Europe has failed on democracy and freedoms: Erdogan
Turkey's President Recep Tayyip Erdogan said on Saturday that "Europe has failed the class on democracy, human rights and freedoms" in reference to France's 'Gilet Jaunes' protests.
Erdogan addressed supporters in Istanbul as French riot police fought to contain thousands of yellow-vested protesters venting their anger against the government in a movement that has grown more violent by the week.
"We are against both the scenes of chaos caused by protesters and the disproportionate use of force against them. However, the view that's unfolding shows that Europe has failed the class on democracy, human rights and freedoms," Erdogan said.
"Those who incited animosity against refugees and hostility against Islam for the sake of political populism have fallen into their own trap. The walls of security and welfare they treasure so much have started to shake not by refugees or Muslims, but by their own citizens," he added.
Although Saturday's protest in the French capital started out quietly, tear gas choked the Champs-Elysees Avenue by early evening.
Interior Minister Christophe Castaner said that 135 people had been injured and 974 taken into custody amid protests around the nation.
Paris police headquarters counted 71 injuries in the capital, seven of them police officers.
In his speech on Saturday the Turkish president also took swipe at critics of his administration's human rights record.
"Televisions, newspapers are full of images of burning cars, looted businesses (and) police intervening against protesters in the most severe way," Erdogan said.
"Those who mocked our police, those who said our police inflicted cruelty, look at what their own police are doing now," he added.
Turkish police earlier this week arrested dozens of military personnel in connection with the country's 2016 failed coup. Forty-one suspects had been detained by late Friday morning, according to state news agency Anadolu, after the Ankara public prosecutor ordered arrest warrants for 87 former non-commissioned officers in the Turkish airforce.

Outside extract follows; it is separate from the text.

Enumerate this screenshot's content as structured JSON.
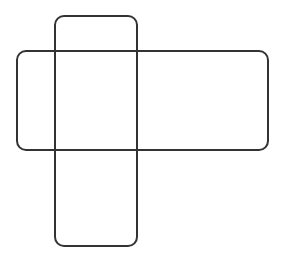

Around 80,000 people including military personnel have been arrested over alleged links to cleric Fethullah Gulen - a former ally of Erdogan who Ankara says orchestrated the failed putsch - under the post-coup state of emergency imposed nearly two years ago.
Amid international criticism, Ankara has insisted the raids are necessary to remove the "virus" caused by the Gulen movement's infiltration of key Turkish institutions.